There’s a body of practice emerging here. Could tapping into bottom-up production and peer networks become a genuine component of government strategy?  And as Victor Apollo of UNDP Kenya’s Accelerator Lab asks - will the high visibility of failure and success in the pandemic open the door for long-term measures that would reinvent accountability? Here he’s thinking of open contracting platforms and transparency in procurement details for medical infrastructure. Now that we know what genuine collective intelligence looks like, are we entering a new era where governments start to see the power of the crowd as more than a PR stunt?

The crowd alone is not enough.

Maybe, but we have to acknowledge that committed networks on their own won’t get us out of this mess. By May, half of the UNDP Accelerator Labs were planning or had convened hackathons in the context of the global COVID-19 pandemic.
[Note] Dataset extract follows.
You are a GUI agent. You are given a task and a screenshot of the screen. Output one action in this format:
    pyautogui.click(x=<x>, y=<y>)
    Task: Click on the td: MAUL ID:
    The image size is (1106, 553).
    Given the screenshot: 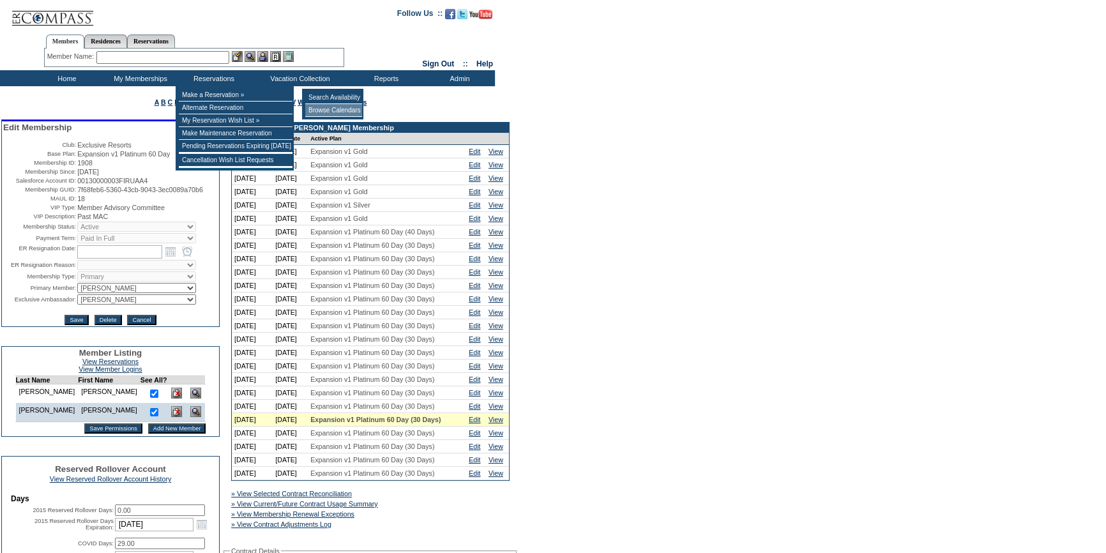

While they bring new energy to problems and open the door for citizens to solve problems, a rethink on how best to use them seems due. 

There is no denying the adrenaline, the talent, the hope that fills the room (or virtual space) when a social problem is put out there for all of us to solve. There’s the energy, the ideas, the connections among innovators. The constructive collaboration hacktivists come together to combine forces for good. There’s a prize for the winner. But, then as the collaboration fades into the cold light of day, we need to ask: What changes in the long-term when we do hackathons, contests and challenge prizes? 
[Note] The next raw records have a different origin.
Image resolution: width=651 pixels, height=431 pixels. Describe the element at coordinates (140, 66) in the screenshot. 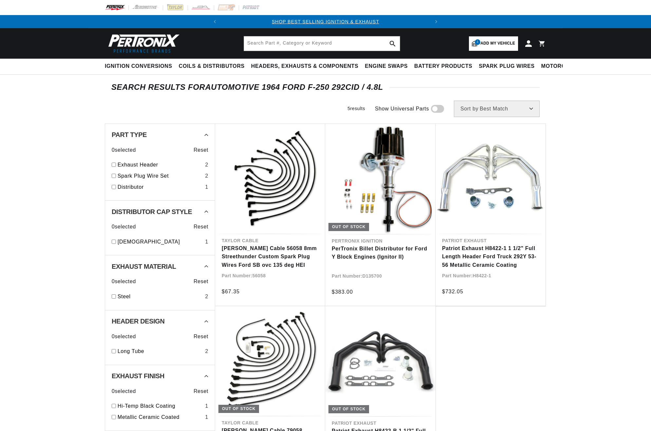

I see `summary: Ignition Conversions` at that location.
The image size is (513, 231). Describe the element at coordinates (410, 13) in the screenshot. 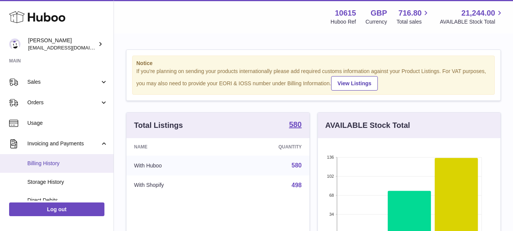

I see `span: 716.80` at that location.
As we saw the hackathons increasing in UNDP, we did a lab network reflection on hackathons and we have early leads on tactics to use this tool wisely. The key here is to make a better connection between innovation supply and demand in hackathons. (Great solutions that don’t meet governments where they are are unlikely to get mainstreamed.) If governments and others don’t take up the insights that are generated by groups of volunteers, what’s the point? 

Thanks to @gquagiotto for fueling my optimism by calling my attention to some emerging evidence that governments do act on the results of citizen expertise. Props to West Java province in Indonesia for flattening the curve by listening to the call of the data modelling produced by the 800-person strong Kawal COVID-19 group. Tapping into this citizen talent, the provincial authorities issued an early lockdown to slow the spread of the virus in Indonesia’s highest risk area. This paves the way for longer-term collaboration. 

To elevate the collective intelligence impact of hackathons, we need to build for longer-term citizen-startup-government collaboration on systemic challenges beyond the adrenaline phase.

Watch this space: what collective intelligence can (and cannot) do

One could dream of a research agenda in looking at this phenomenon globally… (Anyone up for any of these?) 

  • What can and can’t hackathons do?  

  • What steps can governments take to keep these networks of solutions drivers active beyond the pandemic?  

  • Which parts of the sustainable development agenda should be driven by the crowds and machines co-evolving together? 

  • And fundamentally, what do we know about public policy decisions that are informed by this kind of distributed intelligence? 


We’re working with Kathy Peach and Aleks Berditchevskaia of Nesta’s Center for Collective Intelligence Design (after last year’s Collective Intelligence Design Playbook publication) on a reflection on the power (and edges) of collective intelligence (likely publication date early 2021). In the meantime, keep an eye out here for blogs from the Accelerator Lab team on what we’re learning from collective intelligence for pandemic response and managing waste as part of the circular economy. 

The preview of this reflection: Sustainable development is a wicked problem demanding systems transformation. Tapping into collective intelligence, when done right, is a powerful way to make the invisible visible in sustainable systems. And seeing in systems is a good start for the hive mind if we are committed to the kind of change needed to reach the Sustainable Development Goals. 

If any of these learning threads intrigue you, get in touch.  We’re actively putting together research partnerships to go deeper into the practice of collective intelligence to make sustainable development breakthroughs as part of a broader learning portfolio.